Compare a car with a housefly: You sit in your car, you drive along the road at 30mph / 50kmph, and you don't exactly feel like you're going particularly fast. A housefly only moves at 5mph / 8kmph - but it jerks about, constantly changing direction, so it seems fast. That's basically a light jog.
A football player running down the pitch doesn't give the same impression of speed as one jinking left-and-right, trying to trick their way past a defender - even though they are probably moving much faster.
Short sentences are short. Simple. They don't tend to be that complicated. They're easy to understand. Yes, the period is something that makes people stop. But when you have many separate phrases that are easily swallowed, the reader doesn't have to spend too much time trying to comprehend them. They read easily and therefore quickly.
Personally, I would say that long sentences are a bit slower to read because they are more complicated, and the reader needs to track more words before completing one idea - if one sentence is considered one idea - like this sentence - especially when complicated punctuation is implemented and/or a lot of commas, so if I were reading this sentence without being the one to write it, I would have trouble following exactly what was being said and would need to take a bit more time to fix that.
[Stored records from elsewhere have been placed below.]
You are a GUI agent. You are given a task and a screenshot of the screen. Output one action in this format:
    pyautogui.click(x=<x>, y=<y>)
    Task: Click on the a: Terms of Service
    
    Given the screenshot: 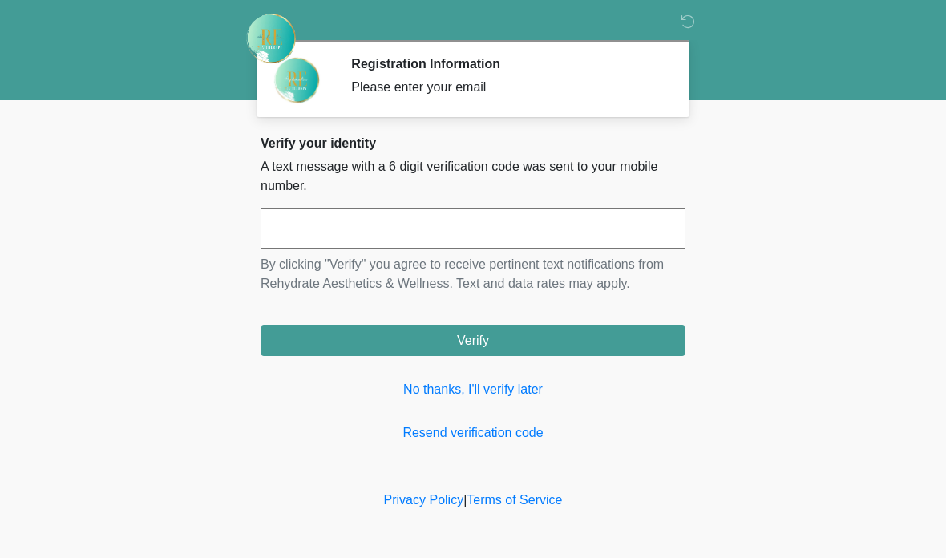 What is the action you would take?
    pyautogui.click(x=514, y=500)
    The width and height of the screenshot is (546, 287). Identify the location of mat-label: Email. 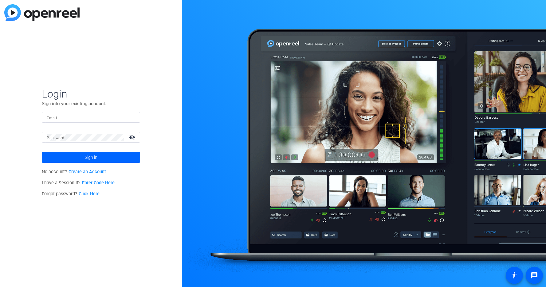
(52, 118).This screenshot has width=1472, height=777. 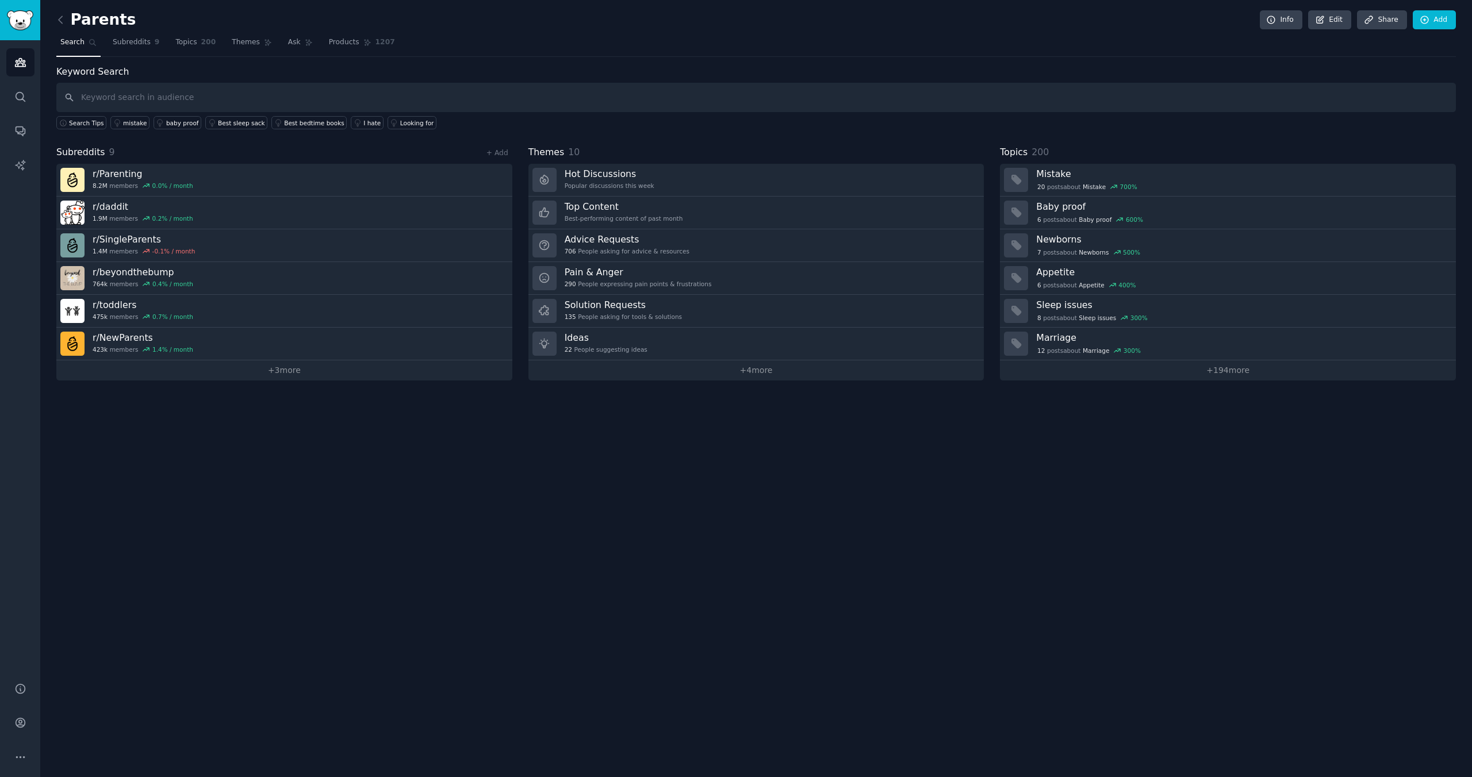 I want to click on img: daddit, so click(x=72, y=213).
Also, for me, my brain sort of skips over periods. Not actually, but I just register them as breakers between sentences. You always need a period at the end of your sentence. They're predictable. I pause more in my mind when encountering a comma, because they're deliberate tools that authors can use with a reason, and their purpose is to give a pause. I don't necessarily think periods slow readers down that much - but maybe I'm alone on this opinion.
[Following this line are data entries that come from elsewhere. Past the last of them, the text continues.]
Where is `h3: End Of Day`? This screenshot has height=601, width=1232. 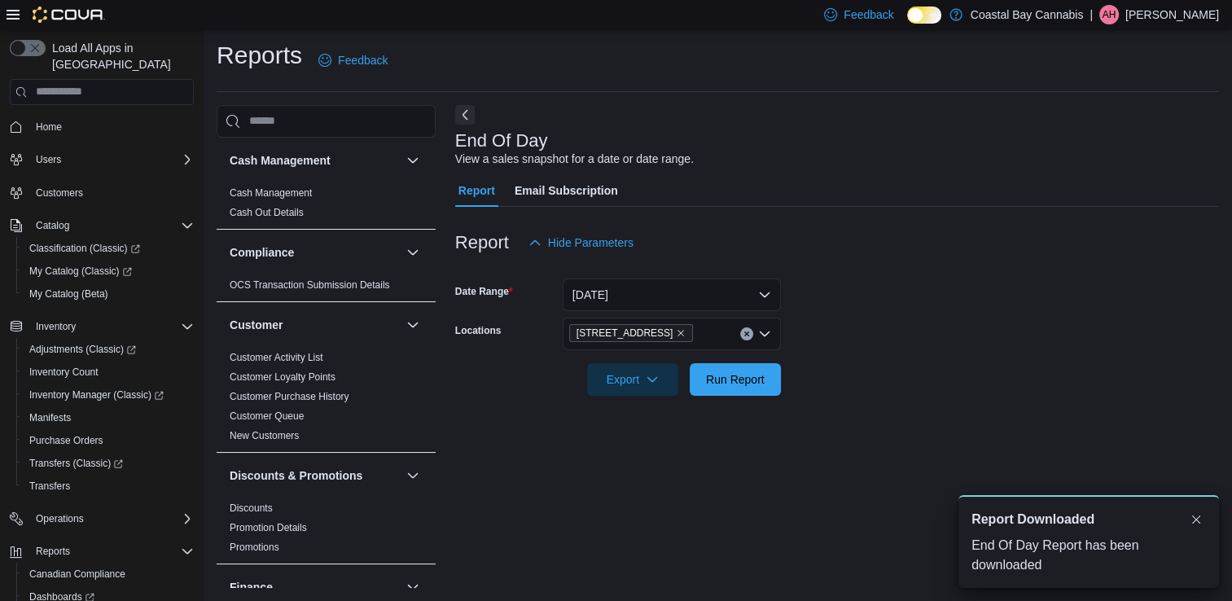
h3: End Of Day is located at coordinates (502, 141).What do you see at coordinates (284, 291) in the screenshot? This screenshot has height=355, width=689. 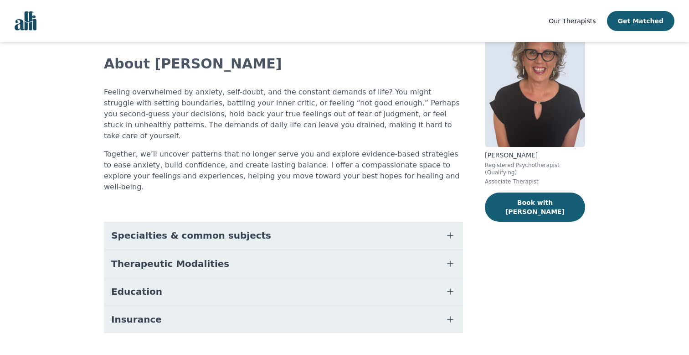 I see `button: Education` at bounding box center [284, 291].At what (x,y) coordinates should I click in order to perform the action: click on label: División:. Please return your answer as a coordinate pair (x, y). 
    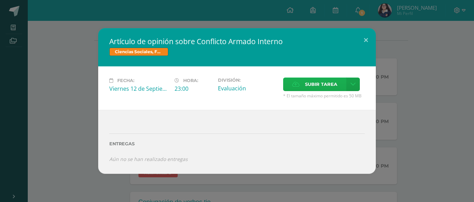
    Looking at the image, I should click on (248, 80). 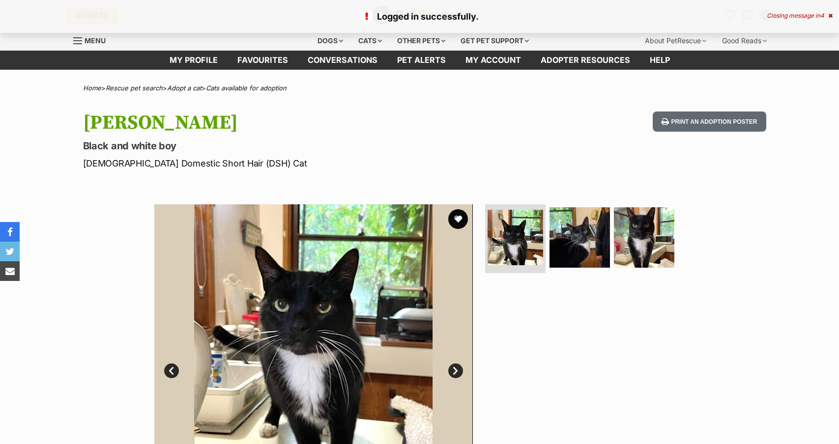 What do you see at coordinates (744, 41) in the screenshot?
I see `div: Good Reads` at bounding box center [744, 41].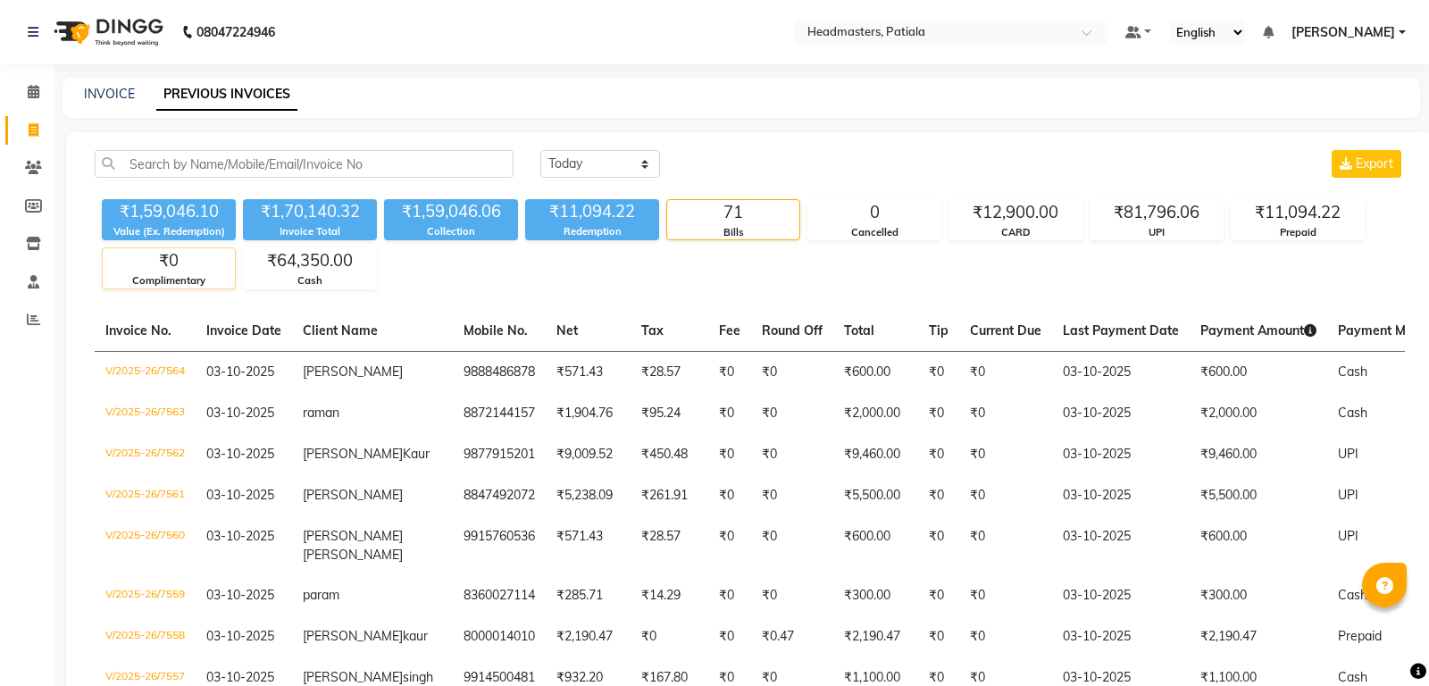 The image size is (1429, 686). Describe the element at coordinates (730, 330) in the screenshot. I see `span: Fee` at that location.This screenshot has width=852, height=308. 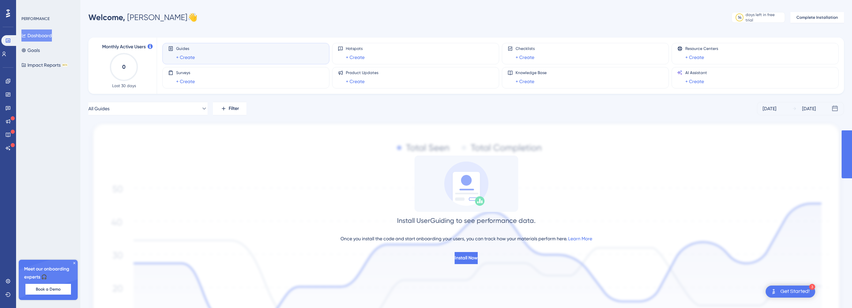 What do you see at coordinates (48, 273) in the screenshot?
I see `span: Meet our onboarding experts 🎧` at bounding box center [48, 273].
No matter what, I've heard that it's not a good idea to have a bunch of short sentences in a row or a bunch of long ones. You want variety, or else the writing becomes mechanical or super confusing. Hope this helped at least a little bit, and good luck!
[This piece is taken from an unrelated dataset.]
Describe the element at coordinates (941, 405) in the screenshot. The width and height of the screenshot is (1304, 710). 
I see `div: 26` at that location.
Usually people use shorter sentences to build tension. People often read it out faster to make it even more tensiony (don't question my sources). If you want to use short sentences and not have it read aloud faster, put a really long sentence in the middle. I can guarantee people will then read it slower after that.
It's not short sentences per se that speed up reading, but simple grammatical (and logical) structure. This can appear in long sentences, and it may in fact read a bit faster than short sentences. (you don't actually stop for a few seconds at every period though, unless you failed to understand the previous sentence. Either way, the same stopping will still occur when the sentence doesn't end, perhaps later, and by then it may take even longer to figure it out)
Anyway, grammatically complex sentences are long by default. Whether you have to backtrack consciously what some pronoun refers to, which part of the sentence continues after a comma, or piece together the intended sequence of events, it's a lot easier to write bad long sentences than short ones without trying.
Excessive filler words, and duplicated information, may actually speed up the pace at which you read, but in total they still take time to comprehend. Simply by making the sentences they appear in longer, they too tend to be more common in long sentences.
For these reasons, longer sentences tend to read slower.
I used mostly short sentences in a novel draft once. It seemed right. Mostly. It was easy to read, but something seemed off. I couldn't tell what it was in the first place.
But after a while I realized: part of the tension lingering above the whole story, above every scene and conversation came from the short sentences. Because somehow I tended to synch my breath to the sentences. Even with reading in my mind, it felt like taking a breath at every period.
It was an effect that really served the story, but now I tend to vary the length of my sentences more to avoid a feeling like in this Video.